January 24, 2023 20:00:58 by Sarah

Eileen is the kind of fun bait-and-switch film that comes along frequently but rarely sticks the landing. Usually, films that attempt a twisty narrative with a technical difficulty of ten end up going off the rails, sometimes in just plain dreadful fashion (Collateral Beauty, The Book of Henry), sometimes in spectacularly awful fashion (Serenity, The Winter’s Tale). Eileen, however, sticks the landing. Ten out of ten, no notes. From director William Oldroyd (Lady Macbeth) and screenwriters Luke Goebel and Ottessa Moshfegh (adapting Moshfegh’s eponymous novel), Eileen is like Patricia Highsmith, if Patricia Highsmith was reporting live from the gutter, sis! It’s Carol, if instead of sad and romantic, Carol was horny and deranged. 

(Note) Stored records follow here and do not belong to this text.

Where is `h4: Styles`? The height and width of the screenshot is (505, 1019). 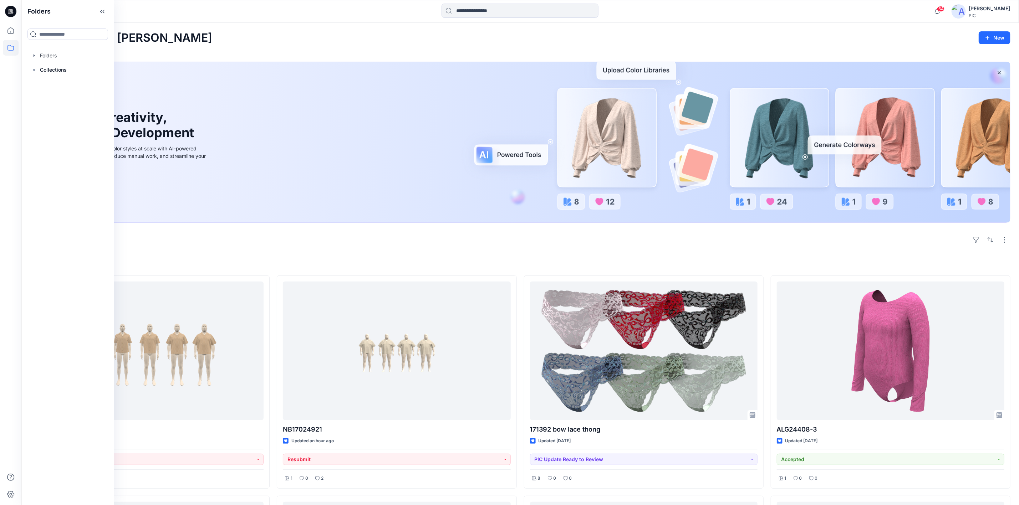 h4: Styles is located at coordinates (520, 264).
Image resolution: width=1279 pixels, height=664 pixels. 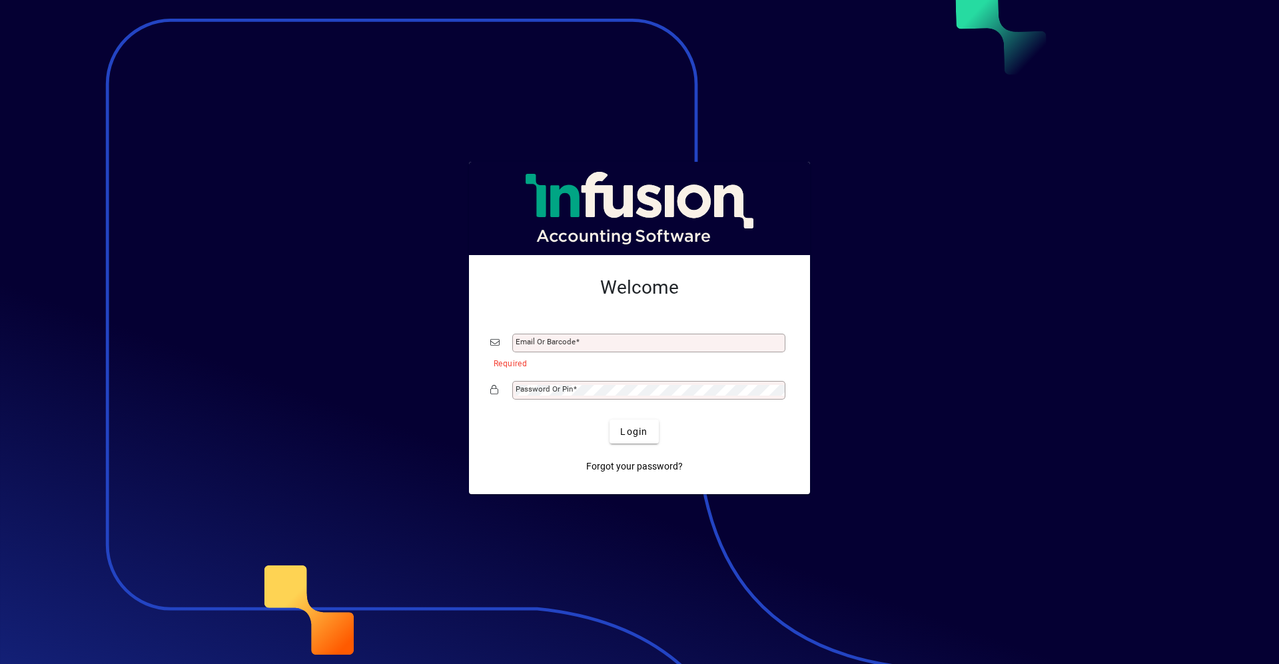 I want to click on span: Forgot your password?, so click(x=634, y=466).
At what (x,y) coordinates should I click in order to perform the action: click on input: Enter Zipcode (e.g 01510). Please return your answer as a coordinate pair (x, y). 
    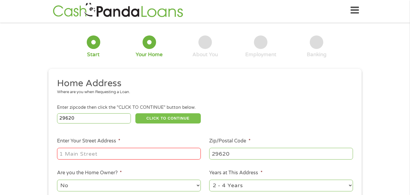
    Looking at the image, I should click on (94, 118).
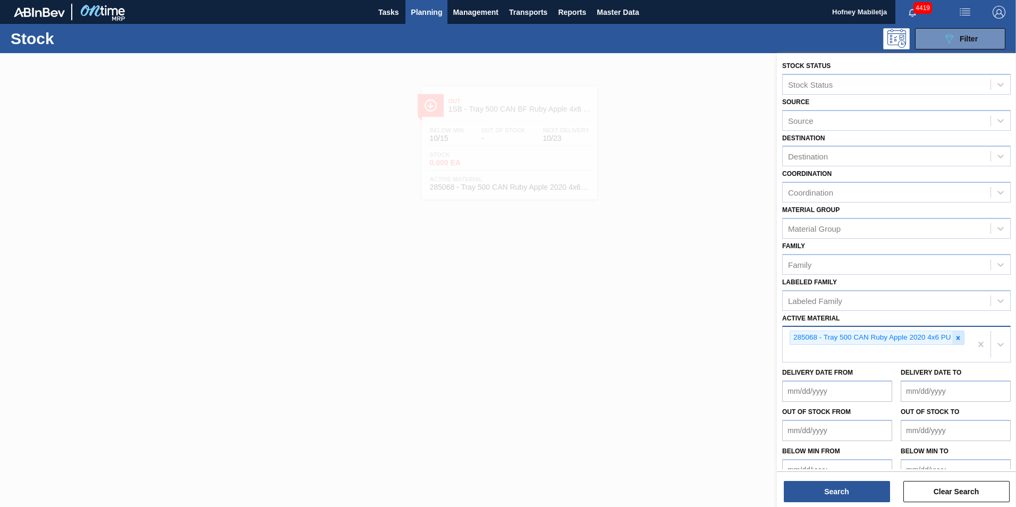  Describe the element at coordinates (969, 39) in the screenshot. I see `span: Filter` at that location.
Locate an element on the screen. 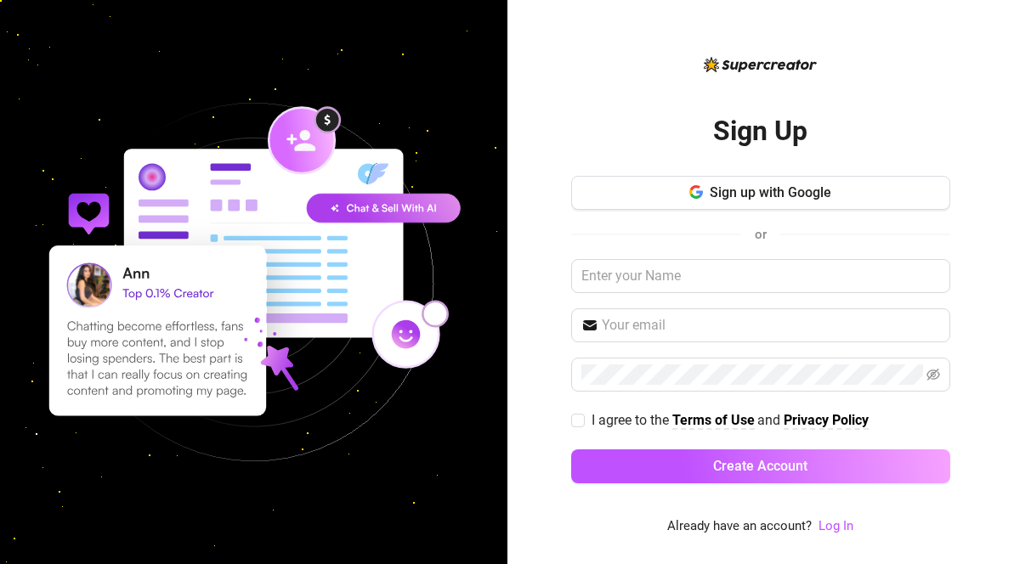  button: Sign up with Google is located at coordinates (761, 193).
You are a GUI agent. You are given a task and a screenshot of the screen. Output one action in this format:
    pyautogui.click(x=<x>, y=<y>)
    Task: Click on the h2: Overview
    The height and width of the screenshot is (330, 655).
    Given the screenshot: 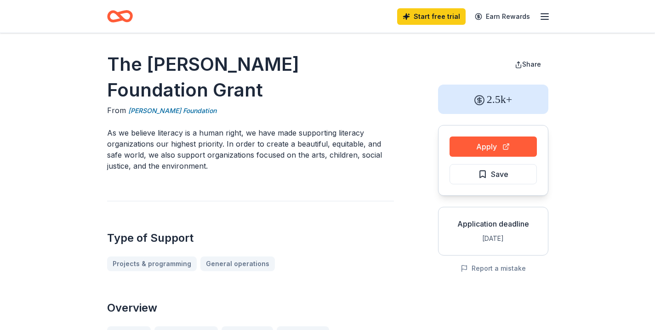 What is the action you would take?
    pyautogui.click(x=250, y=308)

Thomasin McKenzie stars as Eileen, a young woman working at a juvenile prison in the 1960s. Her dad is a drunk retired police chief obviously haunted by World War II, her mother is dead; her “good” sister is nowhere to be seen, having married and moved away and, apparently, never looked back. Eileen goes through the motions at her secretarial job at the prison, taking an interest in a boy who stabbed his father to death, and jilling off outside the family visiting room while imagining the creepily hot guard (Owen Teague) banging her in full view of everyone. Eileen has a very active imagination, and usually goes right to the worst thing that could happen in any given moment. 

Things start to look up with the arrival of the prison’s glamorous new psychologist, Rebecca St. John (Anne Hathaway, who, shall we say, understands the assignment). Eileen is instantly smitten, and it seems Rebecca is at least fond enough of Eileen to entertain the younger woman’s crush. They go for drinks, dance, Eileen takes up a series of personal vices to imitate the object of her affection. Meanwhile, she’s still dealing with her drunk dad (Shea Whigham, in a very Shea Whigham kind of role) at home, as he keeps pointing his service revolver at people on their block. It’s Chekhov’s drunk loaded gun! And everyone keeps talking about Lee Polk (Sam Nivola), the boy who killed his dad, and wondering what would drive a boy to kill his nice father, a respectable policeman? And it’s like, well, I can think of something. But it’s the 1960s! No one has those filthy thoughts! Also, everyone has terrible New Jersey accents. Just know that in every scene, at least one person sounds like an SNL character playing “New Jersey” ironically.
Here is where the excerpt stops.